🎧 Listen: In today's episode of The Journal podcast, samschech explains how Apple and Google are working together to try to turn billions of smartphones into coronavirus trackers, and what it shows about the trade-offs between privacy and public health
Kate Linebaugh is the co-host of The Journal. She has worked at The Wall Street Journal for 15 years, most recently as the deputy U.S. news coverage chief. Kate started at the Journal in Hong Kong, stopping in Detroit and coming to New York in 2011. As a reporter, she covered everything from post-9/11 Afghanistan to the 2004 Asian tsunami, from Toyota's sudden acceleration recall to General Electric.
Previously, he spent more than four years in the newsroom covering the wireless industry, and was responsible for a string of scoops including Verizon's $130 billion buyout of Vodafone's stake in their joint venture, Sprint and T-Mobile's never ending courtship and a hack of the 911 emergency system that spread virally on Twitter. He was also a regular author of A-heds, including one about millennials discovering TV antennas.
South Africa Latest News, South Africa Headlines
Similar News:You can also read news stories similar to this one that we have collected from other news sources.
Britain's NHS working with Google, Apple on app to track coronavirus contact: Sunday TimesThe technology arm of Britain's National Health Service has been working on a mobile phone app with Alphabet Inc's Google and iPhone maker Apple that the government hopes will help in ending the coronavirus lockdown, the Sunday Times newspaper reported.
Read more »
Apple, Google Launch Smartphone Project to Alert You If You’ve Contacted Someone With CoronavirusApple and Google on Friday announced a joint effort to embed technology into their smartphone operating systems that could detect if you’ve come into close contact with an individual who has …
Read more »
UPDATE: Apple And Google Will Allow Users To Share Data To Trace Spread Of CoronavirusThe two tech companies will create apps and platforms that will enable contact tracing based on users’ bluetooth signals.
Read more »
Government can't force people to use tech Google and Apple created to trace coronavirus casesThe more people in a region that have downloaded the area's contract tracing app, the more effective it's going to be at identifying people who may have been infected.
Read more »
Google Doodle honors those 'on the front lines': Grocery store workersThe search giant updated its home page with an illustration celebrating essential workers employed by supermarkets.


**Your goal:** An exact copy of the whole listing is required.

**Supplied records:**
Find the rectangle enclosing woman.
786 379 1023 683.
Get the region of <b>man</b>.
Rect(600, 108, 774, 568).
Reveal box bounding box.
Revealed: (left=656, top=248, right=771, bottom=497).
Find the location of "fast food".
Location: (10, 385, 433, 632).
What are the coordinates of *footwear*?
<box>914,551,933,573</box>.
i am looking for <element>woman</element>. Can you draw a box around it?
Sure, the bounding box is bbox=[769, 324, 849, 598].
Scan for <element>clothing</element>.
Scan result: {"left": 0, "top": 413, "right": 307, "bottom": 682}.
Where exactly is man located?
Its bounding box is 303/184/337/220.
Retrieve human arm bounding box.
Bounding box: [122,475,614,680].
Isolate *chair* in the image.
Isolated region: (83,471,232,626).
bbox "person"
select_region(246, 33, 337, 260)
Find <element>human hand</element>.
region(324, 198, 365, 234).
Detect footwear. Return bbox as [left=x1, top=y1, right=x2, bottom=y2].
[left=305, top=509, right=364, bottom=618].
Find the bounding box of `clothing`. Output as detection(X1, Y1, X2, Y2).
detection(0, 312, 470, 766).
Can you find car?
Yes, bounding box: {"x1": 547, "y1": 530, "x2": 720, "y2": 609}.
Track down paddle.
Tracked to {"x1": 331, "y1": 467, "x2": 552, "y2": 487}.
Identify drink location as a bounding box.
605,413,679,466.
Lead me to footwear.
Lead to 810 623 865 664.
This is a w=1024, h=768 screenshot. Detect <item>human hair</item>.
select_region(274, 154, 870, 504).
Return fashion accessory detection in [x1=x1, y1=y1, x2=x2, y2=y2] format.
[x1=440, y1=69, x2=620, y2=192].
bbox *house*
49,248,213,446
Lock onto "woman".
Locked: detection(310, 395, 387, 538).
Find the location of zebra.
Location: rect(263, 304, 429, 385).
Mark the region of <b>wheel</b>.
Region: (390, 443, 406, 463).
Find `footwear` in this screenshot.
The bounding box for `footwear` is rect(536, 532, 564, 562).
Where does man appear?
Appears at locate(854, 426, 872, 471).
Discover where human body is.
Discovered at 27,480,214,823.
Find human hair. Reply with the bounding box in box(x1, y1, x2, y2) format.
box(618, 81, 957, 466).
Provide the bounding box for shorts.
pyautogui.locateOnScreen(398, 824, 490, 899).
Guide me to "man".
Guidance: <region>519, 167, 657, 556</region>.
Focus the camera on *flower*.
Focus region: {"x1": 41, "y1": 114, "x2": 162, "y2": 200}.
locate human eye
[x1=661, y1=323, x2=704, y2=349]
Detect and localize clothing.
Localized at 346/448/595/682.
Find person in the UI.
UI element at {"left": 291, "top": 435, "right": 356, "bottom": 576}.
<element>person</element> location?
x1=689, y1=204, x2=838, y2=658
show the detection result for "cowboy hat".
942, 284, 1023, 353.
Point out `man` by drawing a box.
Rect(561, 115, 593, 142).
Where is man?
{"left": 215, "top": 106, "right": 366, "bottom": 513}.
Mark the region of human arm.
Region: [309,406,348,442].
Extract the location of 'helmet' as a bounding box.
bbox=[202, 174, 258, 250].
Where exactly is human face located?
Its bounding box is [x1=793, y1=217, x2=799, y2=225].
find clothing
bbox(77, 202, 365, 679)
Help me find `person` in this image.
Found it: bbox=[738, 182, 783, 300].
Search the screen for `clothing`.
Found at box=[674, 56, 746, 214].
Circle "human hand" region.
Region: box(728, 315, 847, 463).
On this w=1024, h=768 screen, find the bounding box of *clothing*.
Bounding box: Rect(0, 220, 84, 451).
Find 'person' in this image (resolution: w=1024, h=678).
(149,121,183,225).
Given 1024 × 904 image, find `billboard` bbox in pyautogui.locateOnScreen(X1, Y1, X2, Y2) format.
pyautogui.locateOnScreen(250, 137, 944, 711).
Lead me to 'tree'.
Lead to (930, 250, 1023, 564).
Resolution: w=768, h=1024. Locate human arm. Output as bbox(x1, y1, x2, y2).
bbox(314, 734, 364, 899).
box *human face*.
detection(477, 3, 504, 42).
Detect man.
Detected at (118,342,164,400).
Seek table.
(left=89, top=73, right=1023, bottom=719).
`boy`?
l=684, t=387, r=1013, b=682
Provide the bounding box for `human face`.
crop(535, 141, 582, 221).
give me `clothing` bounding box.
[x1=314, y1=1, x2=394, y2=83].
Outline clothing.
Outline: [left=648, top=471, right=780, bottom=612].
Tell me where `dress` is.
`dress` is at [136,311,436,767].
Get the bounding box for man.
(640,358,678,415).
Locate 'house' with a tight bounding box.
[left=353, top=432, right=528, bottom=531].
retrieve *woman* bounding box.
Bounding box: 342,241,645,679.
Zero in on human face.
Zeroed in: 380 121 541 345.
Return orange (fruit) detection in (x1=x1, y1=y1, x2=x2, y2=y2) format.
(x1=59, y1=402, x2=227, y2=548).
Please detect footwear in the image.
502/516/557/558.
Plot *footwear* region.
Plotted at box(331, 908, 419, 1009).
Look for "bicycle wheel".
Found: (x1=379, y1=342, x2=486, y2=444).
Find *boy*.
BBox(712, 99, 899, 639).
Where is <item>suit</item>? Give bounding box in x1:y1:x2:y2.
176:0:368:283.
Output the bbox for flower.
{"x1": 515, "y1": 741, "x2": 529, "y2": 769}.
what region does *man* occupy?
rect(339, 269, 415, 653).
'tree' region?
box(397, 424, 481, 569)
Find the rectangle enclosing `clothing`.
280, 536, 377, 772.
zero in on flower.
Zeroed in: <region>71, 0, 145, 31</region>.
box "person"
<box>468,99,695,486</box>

**Answer box:**
Find the rectangle enclosing woman.
786 379 1023 683.
Get the region of <b>man</b>.
Rect(600, 108, 774, 568).
Reveal box bounding box.
Revealed: (left=656, top=248, right=771, bottom=497).
Find the location of "fast food".
Location: (10, 385, 433, 632).
What are the coordinates of *footwear*?
<box>914,551,933,573</box>.
i am looking for <element>woman</element>. Can you draw a box around it?
Sure, the bounding box is bbox=[769, 324, 849, 598].
Scan for <element>clothing</element>.
Scan result: {"left": 0, "top": 413, "right": 307, "bottom": 682}.
Where exactly is man located?
Its bounding box is 303/184/337/220.
Retrieve human arm bounding box.
Bounding box: [122,475,614,680].
Isolate *chair* in the image.
Isolated region: (83,471,232,626).
bbox "person"
select_region(246, 33, 337, 260)
Find <element>human hand</element>.
region(324, 198, 365, 234).
Detect footwear. Return bbox as [left=x1, top=y1, right=x2, bottom=y2].
[left=305, top=509, right=364, bottom=618].
Find the bounding box of `clothing`. Output as detection(X1, Y1, X2, Y2).
detection(0, 312, 470, 766).
Can you find car?
Yes, bounding box: {"x1": 547, "y1": 530, "x2": 720, "y2": 609}.
Track down paddle.
Tracked to {"x1": 331, "y1": 467, "x2": 552, "y2": 487}.
Identify drink location as a bounding box.
605,413,679,466.
Lead me to footwear.
Lead to 810 623 865 664.
This is a w=1024, h=768 screenshot. Detect <item>human hair</item>.
select_region(274, 154, 870, 504).
Return fashion accessory detection in [x1=x1, y1=y1, x2=x2, y2=y2] format.
[x1=440, y1=69, x2=620, y2=192].
bbox *house*
49,248,213,446
Lock onto "woman".
Locked: detection(310, 395, 387, 538).
Find the location of zebra.
Location: rect(263, 304, 429, 385).
Mark the region of <b>wheel</b>.
Region: (390, 443, 406, 463).
Find `footwear` in this screenshot.
The bounding box for `footwear` is rect(536, 532, 564, 562).
Where does man appear?
Appears at locate(854, 426, 872, 471).
Discover where human body is.
Discovered at 27,480,214,823.
Find human hair. Reply with the bounding box in box(x1, y1, x2, y2) format.
box(618, 81, 957, 466).
Provide the bounding box for shorts.
pyautogui.locateOnScreen(398, 824, 490, 899).
Guide me to "man".
Guidance: <region>519, 167, 657, 556</region>.
Focus the camera on *flower*.
Focus region: {"x1": 41, "y1": 114, "x2": 162, "y2": 200}.
locate human eye
[x1=661, y1=323, x2=704, y2=349]
Detect and localize clothing.
Localized at 346/448/595/682.
Find person in the UI.
UI element at {"left": 291, "top": 435, "right": 356, "bottom": 576}.
<element>person</element> location?
x1=689, y1=204, x2=838, y2=658
show the detection result for "cowboy hat".
942, 284, 1023, 353.
Point out `man` by drawing a box.
Rect(561, 115, 593, 142).
Where is man?
{"left": 215, "top": 106, "right": 366, "bottom": 513}.
Mark the region of human arm.
Region: [309,406,348,442].
Extract the location of 'helmet' as a bounding box.
bbox=[202, 174, 258, 250].
Where exactly is human face located?
Its bounding box is [x1=793, y1=217, x2=799, y2=225].
find clothing
bbox(77, 202, 365, 679)
Help me find `person` in this image.
Found it: bbox=[738, 182, 783, 300].
Search the screen for `clothing`.
Found at box=[674, 56, 746, 214].
Circle "human hand" region.
Region: box(728, 315, 847, 463).
On this w=1024, h=768 screen, find the bounding box of *clothing*.
Bounding box: Rect(0, 220, 84, 451).
Find 'person' in this image (resolution: w=1024, h=678).
(149,121,183,225).
Given 1024 × 904 image, find `billboard` bbox in pyautogui.locateOnScreen(X1, Y1, X2, Y2) format.
pyautogui.locateOnScreen(250, 137, 944, 711).
Lead me to 'tree'.
Lead to (930, 250, 1023, 564).
Resolution: w=768, h=1024. Locate human arm. Output as bbox(x1, y1, x2, y2).
bbox(314, 734, 364, 899).
box *human face*.
detection(477, 3, 504, 42).
Detect man.
Detected at (118,342,164,400).
Seek table.
(left=89, top=73, right=1023, bottom=719).
`boy`?
l=684, t=387, r=1013, b=682
Provide the bounding box for `human face`.
crop(535, 141, 582, 221).
give me `clothing` bounding box.
[x1=314, y1=1, x2=394, y2=83].
Outline clothing.
Outline: [left=648, top=471, right=780, bottom=612].
Tell me where `dress` is.
`dress` is at [136,311,436,767].
Get the bounding box for man.
(640,358,678,415).
Locate 'house' with a tight bounding box.
[left=353, top=432, right=528, bottom=531].
retrieve *woman* bounding box.
Bounding box: 342,241,645,679.
Zero in on human face.
Zeroed in: 380 121 541 345.
Return orange (fruit) detection in (x1=x1, y1=y1, x2=x2, y2=y2) format.
(x1=59, y1=402, x2=227, y2=548).
Please detect footwear in the image.
502/516/557/558.
Plot *footwear* region.
Plotted at box(331, 908, 419, 1009).
Look for "bicycle wheel".
Found: (x1=379, y1=342, x2=486, y2=444).
Find *boy*.
BBox(712, 99, 899, 639).
Where is <item>suit</item>? Give bounding box in x1:y1:x2:y2.
176:0:368:283.
Output the bbox for flower.
{"x1": 515, "y1": 741, "x2": 529, "y2": 769}.
what region does *man* occupy?
rect(339, 269, 415, 653).
'tree' region?
box(397, 424, 481, 569)
Find the rectangle enclosing `clothing`.
280, 536, 377, 772.
zero in on flower.
Zeroed in: <region>71, 0, 145, 31</region>.
box "person"
<box>468,99,695,486</box>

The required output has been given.